Scott MinerdCNBC
Guggenheim Partners Global Chief Investment Officer and head of Guggenheim Investments, the asset management arm of Guggenheim, Scott Minerd just made a big call on the 10-year yield.
In a tweet fired out Monday morning, Minerd declared, “The next stop for 10-year Treasury yields is 2%, with the probability rising that we revisit 1.5% or lower this summer.”
Treasury yields surged in the weeks following the election — with the 10-year yield climbing about 80 basis points to more than 2.60% — on the prospects President Donald Trump’s economic agenda would inflation back to the United States. That caused analysts on Wall Street to declare the end of the bull market in bonds.
“If Brexit marked a 5,000-year low in global interest rates, Trump marked the moment investors started to position for a bond bear market,” Bank of America’s Michael Hartnett wrote in a note to clients shortly after the election.
Since then, however, the GOP plan to repeal and replace Obamacare stalled, and that has caused traders to question Trump’s ability to deliver on his proposals to cut taxes and roll back regulations.
Yields have fallen sharply over the past month as key data hasn’t lived up to the hype. First, the March jobs report disappointed, then retail sales whiffed and core consumer prices posted their first drop since 2010. All of that has caused the Atlanta Fed’s GDPNow forecasting tool to show a tepid 0.5% growth for the for the first quarter.
And the disappointing data is being reflected in the bond market. The 10-year topped out at 2.64% in the middle of March — two days before the Fed hiked rates — and has fallen more than 40 basis points.
But Minerd’s betting that it will fall a lot further, something that would happen as the economy proves itself to be weaker than everyone thinks.
His call is interesting as it seems to be the first on Wall Street that suggests the 10-year could approach the record low near 1.35% that was set back in July 2016.
Minerd’s warning follows comments from retired hedge fund manager Raoul Pal, who at the end of March noted, “The speculative positioning in bonds up until about a week and a half ago, two weeks ago, was the largest ever short position in the history of the bond markets.” That prompted him to warn that “everyone is going to be on the wrong side of the boat at the wrong time.”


Brief:
Repeat, please, exactly the lines from the one that has "Read all visible content and emit it as JSON." through the end of the records below, with pictures dropped.

Entries supplied:

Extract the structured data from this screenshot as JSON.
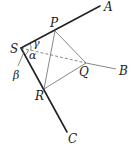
{
  "figure": {
    "type": "geometry",
    "points": {
      "S": {
        "label": "S",
        "x": 21,
        "y": 48
      },
      "A": {
        "label": "A",
        "x": 100,
        "y": 6
      },
      "B": {
        "label": "B",
        "x": 116,
        "y": 69
      },
      "C": {
        "label": "C",
        "x": 67,
        "y": 132
      },
      "P": {
        "label": "P",
        "x": 55,
        "y": 31
      },
      "Q": {
        "label": "Q",
        "x": 86,
        "y": 63
      },
      "R": {
        "label": "R",
        "x": 44,
        "y": 89
      }
    },
    "angles": {
      "alpha": "α",
      "beta": "β",
      "gamma": "γ"
    },
    "segments": {
      "thick": [
        "SA",
        "SC"
      ],
      "thin": [
        "QB",
        "PQ",
        "QR",
        "PR"
      ],
      "dashed": [
        "SQ"
      ]
    }
  }
}
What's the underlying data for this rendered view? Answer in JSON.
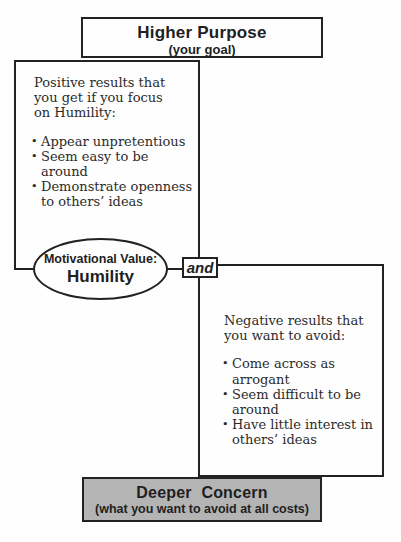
{
  "colors": {
    "line": "#222222",
    "gray_fill": "#b4b4b4",
    "background": "#fefefe"
  },
  "higher_purpose": {
    "title": "Higher Purpose",
    "subtitle": "(your goal)"
  },
  "positive_box": {
    "intro": "Positive results that\nyou get if you focus\non Humility:",
    "bullet_char": "•",
    "bullets": [
      {
        "text": "Appear unpretentious"
      },
      {
        "text": "Seem easy to be around"
      },
      {
        "text": "Demonstrate openness\nto others’ ideas"
      }
    ]
  },
  "value_ellipse": {
    "label": "Motivational Value:",
    "value": "Humility"
  },
  "and_connector": {
    "label": "and"
  },
  "negative_box": {
    "intro": "Negative results that\nyou want to avoid:",
    "bullet_char": "•",
    "bullets": [
      {
        "text": "Come across as arrogant"
      },
      {
        "text": "Seem difficult to be\naround"
      },
      {
        "text": "Have little interest in\nothers’ ideas"
      }
    ]
  },
  "deeper_concern": {
    "title": "Deeper Concern",
    "subtitle": "(what you want to avoid at all costs)"
  }
}
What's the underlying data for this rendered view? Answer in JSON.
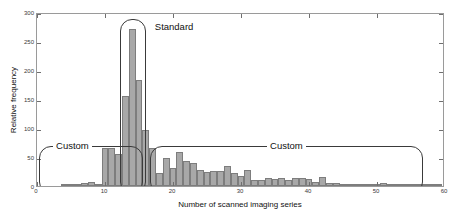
{
  "chart_data": {
    "type": "bar",
    "title": "",
    "subtitle": "",
    "xlabel": "Number of scanned imaging series",
    "ylabel": "Relative frequency",
    "xlim": [
      0,
      60
    ],
    "ylim": [
      0,
      300
    ],
    "grid": false,
    "legend": null,
    "bin_width": 1,
    "xticks": [
      0,
      10,
      20,
      30,
      40,
      50,
      60
    ],
    "xtick_labels": [
      "0",
      "10",
      "20",
      "30",
      "40",
      "50",
      "60"
    ],
    "yticks": [
      0,
      50,
      100,
      150,
      200,
      250,
      300
    ],
    "ytick_labels": [
      "0",
      "50",
      "100",
      "150",
      "200",
      "250",
      "300"
    ],
    "bar_color": "#a8a8a8",
    "bar_edge_color": "#7d7d7d",
    "x": [
      1,
      2,
      3,
      4,
      5,
      6,
      7,
      8,
      9,
      10,
      11,
      12,
      13,
      14,
      15,
      16,
      17,
      18,
      19,
      20,
      21,
      22,
      23,
      24,
      25,
      26,
      27,
      28,
      29,
      30,
      31,
      32,
      33,
      34,
      35,
      36,
      37,
      38,
      39,
      40,
      41,
      42,
      43,
      44,
      45,
      46,
      47,
      48,
      49,
      50,
      51,
      52,
      53,
      54,
      55,
      56,
      57,
      58,
      59
    ],
    "values": [
      0,
      0,
      0,
      2,
      2,
      3,
      6,
      7,
      3,
      65,
      66,
      56,
      155,
      270,
      183,
      97,
      66,
      22,
      49,
      31,
      59,
      43,
      40,
      27,
      25,
      26,
      26,
      35,
      22,
      17,
      27,
      10,
      11,
      13,
      12,
      14,
      10,
      14,
      13,
      12,
      7,
      15,
      6,
      5,
      4,
      4,
      3,
      4,
      3,
      2,
      5,
      2,
      2,
      1,
      1,
      1,
      1,
      1,
      1
    ],
    "annotations": [
      {
        "label": "Custom",
        "name": "annotation-custom-left",
        "x_range": [
          0.3,
          15.6
        ],
        "y_range": [
          0,
          72
        ],
        "label_anchor": "top-left"
      },
      {
        "label": "Standard",
        "name": "annotation-standard",
        "x_range": [
          12.2,
          16.0
        ],
        "y_range": [
          0,
          292
        ],
        "label_anchor": "top-right"
      },
      {
        "label": "Custom",
        "name": "annotation-custom-right",
        "x_range": [
          16.6,
          56.8
        ],
        "y_range": [
          0,
          72
        ],
        "label_anchor": "top-center"
      }
    ]
  }
}
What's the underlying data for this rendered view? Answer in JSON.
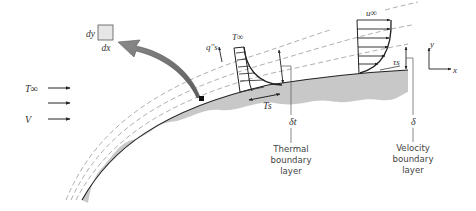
{
  "figure": {
    "differential_element": {
      "width_label": "dx",
      "height_label": "dy"
    },
    "freestream": {
      "temperature_label": "T∞",
      "velocity_label": "V",
      "arrow_count": 3
    },
    "thermal_profile": {
      "freestream_label": "T∞",
      "surface_label": "Ts",
      "heat_flux_label": "q''s",
      "thickness_label": "δt",
      "caption": [
        "Thermal",
        "boundary",
        "layer"
      ]
    },
    "velocity_profile": {
      "freestream_label": "u∞",
      "shear_label": "τs",
      "thickness_label": "δ",
      "caption": [
        "Velocity",
        "boundary",
        "layer"
      ]
    },
    "axes": {
      "x_label": "x",
      "y_label": "y"
    },
    "colors": {
      "surface_fill": "#c8c8c8",
      "element_fill": "#e6e6e6",
      "curved_arrow_fill": "#7a7a7a",
      "line": "#222222",
      "dashed": "#9a9a9a"
    }
  }
}
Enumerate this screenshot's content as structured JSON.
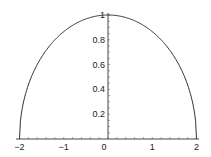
{
  "chart_data": {
    "type": "line",
    "title": "",
    "xlabel": "",
    "ylabel": "",
    "xlim": [
      -2,
      2
    ],
    "ylim": [
      0,
      1
    ],
    "x_ticks": [
      -2,
      -1,
      0,
      1,
      2
    ],
    "x_tick_labels": [
      "−2",
      "−1",
      "0",
      "1",
      "2"
    ],
    "y_ticks": [
      0.2,
      0.4,
      0.6,
      0.8,
      1
    ],
    "y_tick_labels": [
      "0.2",
      "0.4",
      "0.6",
      "0.8",
      "1"
    ],
    "grid": false,
    "legend": null,
    "series": [
      {
        "name": "y = sqrt(1 - x^2/4)",
        "color": "#333333",
        "x": [
          -2,
          -1.9,
          -1.75,
          -1.5,
          -1.25,
          -1,
          -0.75,
          -0.5,
          -0.25,
          0,
          0.25,
          0.5,
          0.75,
          1,
          1.25,
          1.5,
          1.75,
          1.9,
          2
        ],
        "y": [
          0,
          0.312,
          0.484,
          0.661,
          0.781,
          0.866,
          0.927,
          0.968,
          0.992,
          1,
          0.992,
          0.968,
          0.927,
          0.866,
          0.781,
          0.661,
          0.484,
          0.312,
          0
        ]
      }
    ]
  }
}
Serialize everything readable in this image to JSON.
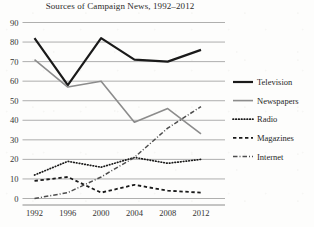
{
  "chart_data": {
    "type": "line",
    "title": "Sources of Campaign News, 1992–2012",
    "xlabel": "",
    "ylabel": "",
    "x": [
      1992,
      1996,
      2000,
      2004,
      2008,
      2012
    ],
    "categories": [
      "1992",
      "1996",
      "2000",
      "2004",
      "2008",
      "2012"
    ],
    "xlim": [
      1992,
      2012
    ],
    "ylim": [
      0,
      90
    ],
    "yticks": [
      0,
      10,
      20,
      30,
      40,
      50,
      60,
      70,
      80,
      90
    ],
    "ytick_labels": [
      "0",
      "10",
      "20",
      "30",
      "40",
      "50",
      "60",
      "70",
      "80",
      "90"
    ],
    "grid": "horizontal",
    "legend_position": "right",
    "series": [
      {
        "name": "Television",
        "values": [
          82,
          58,
          82,
          71,
          70,
          76
        ],
        "color": "#1a1a1a",
        "style": "solid",
        "width": 2.2
      },
      {
        "name": "Newspapers",
        "values": [
          71,
          57,
          60,
          39,
          46,
          33
        ],
        "color": "#8c8c8c",
        "style": "solid",
        "width": 1.6
      },
      {
        "name": "Radio",
        "values": [
          12,
          19,
          16,
          21,
          18,
          20
        ],
        "color": "#1a1a1a",
        "style": "dotted",
        "width": 1.7
      },
      {
        "name": "Magazines",
        "values": [
          9,
          11,
          3,
          7,
          4,
          3
        ],
        "color": "#1a1a1a",
        "style": "dashed",
        "width": 1.8
      },
      {
        "name": "Internet",
        "values": [
          0,
          3,
          11,
          21,
          36,
          47
        ],
        "color": "#4d4d4d",
        "style": "dashdot",
        "width": 1.5
      }
    ]
  },
  "legend": {
    "items": [
      {
        "label": "Television"
      },
      {
        "label": "Newspapers"
      },
      {
        "label": "Radio"
      },
      {
        "label": "Magazines"
      },
      {
        "label": "Internet"
      }
    ]
  }
}
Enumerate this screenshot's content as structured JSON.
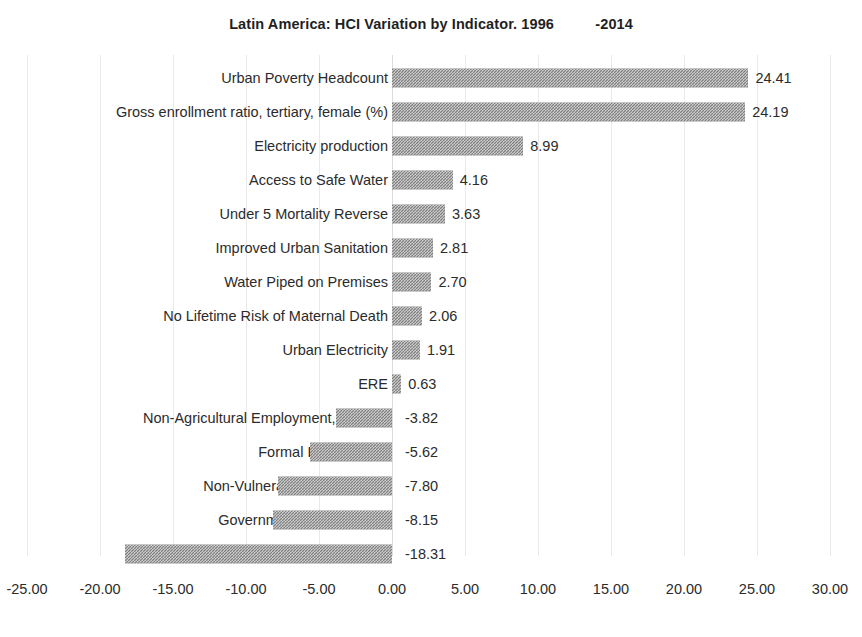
{
  "chart_data": {
    "type": "bar",
    "orientation": "horizontal",
    "title": "Latin America: HCI Variation by Indicator. 1996          -2014",
    "title_main": "Latin America: HCI Variation by Indicator. 1996",
    "title_suffix": "-2014",
    "xlabel": "",
    "ylabel": "",
    "xlim": [
      -25,
      30
    ],
    "grid": true,
    "legend": "none",
    "xticks": [
      -25,
      -20,
      -15,
      -10,
      -5,
      0,
      5,
      10,
      15,
      20,
      25,
      30
    ],
    "xtick_labels": [
      "-25.00",
      "-20.00",
      "-15.00",
      "-10.00",
      "-5.00",
      "0.00",
      "5.00",
      "10.00",
      "15.00",
      "20.00",
      "25.00",
      "30.00"
    ],
    "categories": [
      "Urban Poverty Headcount",
      "Gross enrollment ratio, tertiary, female (%)",
      "Electricity production",
      "Access to Safe Water",
      "Under 5 Mortality Reverse",
      "Improved Urban Sanitation",
      "Water Piped on Premises",
      "No Lifetime Risk of Maternal Death",
      "Urban Electricity",
      "ERE",
      "Non-Agricultural Employment, Female",
      "Formal Employment",
      "Non-Vulnerable Employment",
      "Government Effectiveness",
      "Quality of Government"
    ],
    "values": [
      24.41,
      24.19,
      8.99,
      4.16,
      3.63,
      2.81,
      2.7,
      2.06,
      1.91,
      0.63,
      -3.82,
      -5.62,
      -7.8,
      -8.15,
      -18.31
    ],
    "value_labels": [
      "24.41",
      "24.19",
      "8.99",
      "4.16",
      "3.63",
      "2.81",
      "2.70",
      "2.06",
      "1.91",
      "0.63",
      "-3.82",
      "-5.62",
      "-7.80",
      "-8.15",
      "-18.31"
    ],
    "bar_color": "#808080",
    "bar_pattern": "checkerboard-dither"
  }
}
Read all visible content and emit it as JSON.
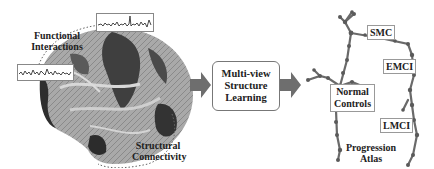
{
  "left_panel": {
    "functional_label_line1": "Functional",
    "functional_label_line2": "Interactions",
    "structural_label_line1": "Structural",
    "structural_label_line2": "Connectivity"
  },
  "center": {
    "line1": "Multi-view",
    "line2": "Structure",
    "line3": "Learning"
  },
  "right_panel": {
    "stages": {
      "smc": "SMC",
      "emci": "EMCI",
      "normal_controls_line1": "Normal",
      "normal_controls_line2": "Controls",
      "lmci": "LMCI"
    },
    "atlas_label_line1": "Progression",
    "atlas_label_line2": "Atlas"
  },
  "colors": {
    "arrow": "#6e6e6e",
    "tree": "#6a6a6a",
    "brain_dark": "#3a3a3a",
    "brain_light": "#bdbdbd"
  }
}
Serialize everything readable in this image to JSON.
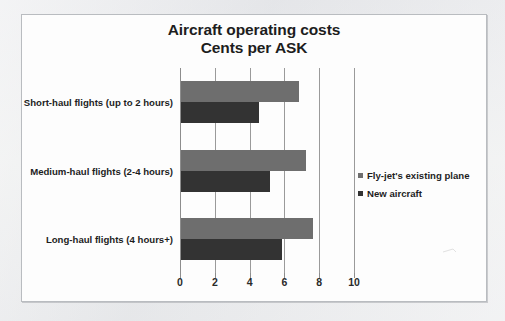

Answer below:
Read all visible content and emit it as JSON.
{
  "left_panel": {
    "functional_label_line1": "Functional",
    "functional_label_line2": "Interactions",
    "structural_label_line1": "Structural",
    "structural_label_line2": "Connectivity"
  },
  "center": {
    "line1": "Multi-view",
    "line2": "Structure",
    "line3": "Learning"
  },
  "right_panel": {
    "stages": {
      "smc": "SMC",
      "emci": "EMCI",
      "normal_controls_line1": "Normal",
      "normal_controls_line2": "Controls",
      "lmci": "LMCI"
    },
    "atlas_label_line1": "Progression",
    "atlas_label_line2": "Atlas"
  },
  "colors": {
    "arrow": "#6e6e6e",
    "tree": "#6a6a6a",
    "brain_dark": "#3a3a3a",
    "brain_light": "#bdbdbd"
  }
}
Serialize everything readable in this image to JSON.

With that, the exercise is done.